Jonathan worked as a programmer in tech startups for several decades, but is also passionate about all kinds of creative pursuits and academic discussion. Jonathan has master’s degrees in philosophy and linguistics, from Stanford and Oxford respectively, and is working on another in theology. An American-Canadian, he lives in Vancouver, BC and has way too many hobbies.

2 replies on “Blogging Borgmann: TCCL Chapter 11, “Devices, Means, and Machines””

Heavy focus in this chapter on the means-ends (as you point out). That said, this is an important point to raise and makes me reflect directly on a few things.

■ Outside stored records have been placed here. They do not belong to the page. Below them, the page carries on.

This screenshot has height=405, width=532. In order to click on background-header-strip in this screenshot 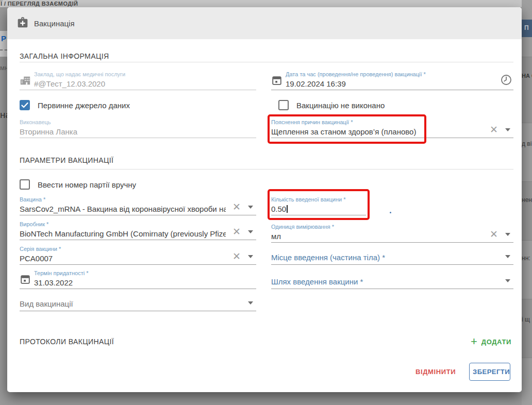, I will do `click(266, 4)`.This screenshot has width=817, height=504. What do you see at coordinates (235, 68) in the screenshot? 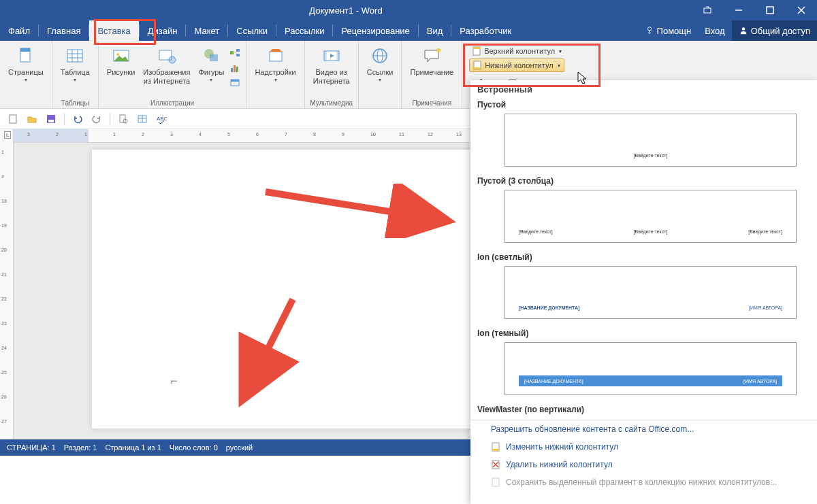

One is from a research perspective. Right now there is a tremendous rise in the amount of trace data that is produced via online activity. From a research perspective, I see the ease that can come from potentially ‘armchair researching.’ What I mean by this is that we have social network analytic tools that allow us to capture this vast trace data. However, I’m not always sure that we know the ends that we are hoping to achieve from this data and the technological means. Is it to find actor centrality? The movement of information from one person to another? I do think there are ends emerging in this area but more work needs to be aimed at knowing our ends, almost irrespective of the means.

I’m afraid that I sometimes see this in open source as well. Communities that are formed around a particular technology without a clear understanding of what the ends are. There is an expectation that ends will emerge but this isn’t always the case. I think these two cases are what Borgmann calls the reverse adaptation.

He makes a great connection between our technological instrumentality and constitutive rationality. In essence, make sure that you attend to the delicate relationship between the two.

I do have to make one final note that this chapter and your comments made me think about the metrics work that I’m doing. Making sure that we continue to raise the ‘value question.’ That we are just producing metrics for metrics sake, such that the means (individual metrics) over-determine our ends (whatever those might be).

Yes, the point about the ‘value question’ is very important. IIRC, Borgmann views ‘raising the value question’ as a losing battle in the midst of the means/end paradigm of technology. The reason is that the paradigm of technology already presupposes more fundamental ‘values’ (increasing ‘availability’, for example).

But these deeper concerns are perhaps more grandiose than necessary to consider for the metrics project. I agree with you that in light of that project, it’s good simply to ensure that there is a reason the metrics are being collected. What is that reason? To determine the health of an OSS project. But do the metrics collected have the potential to determine what it is we mean by ‘health’ to begin with? This is one of the dangers of data collection in general. We end up simply reading reality off the data model rather than using our pre-data notions of reality together with the data to gain insight.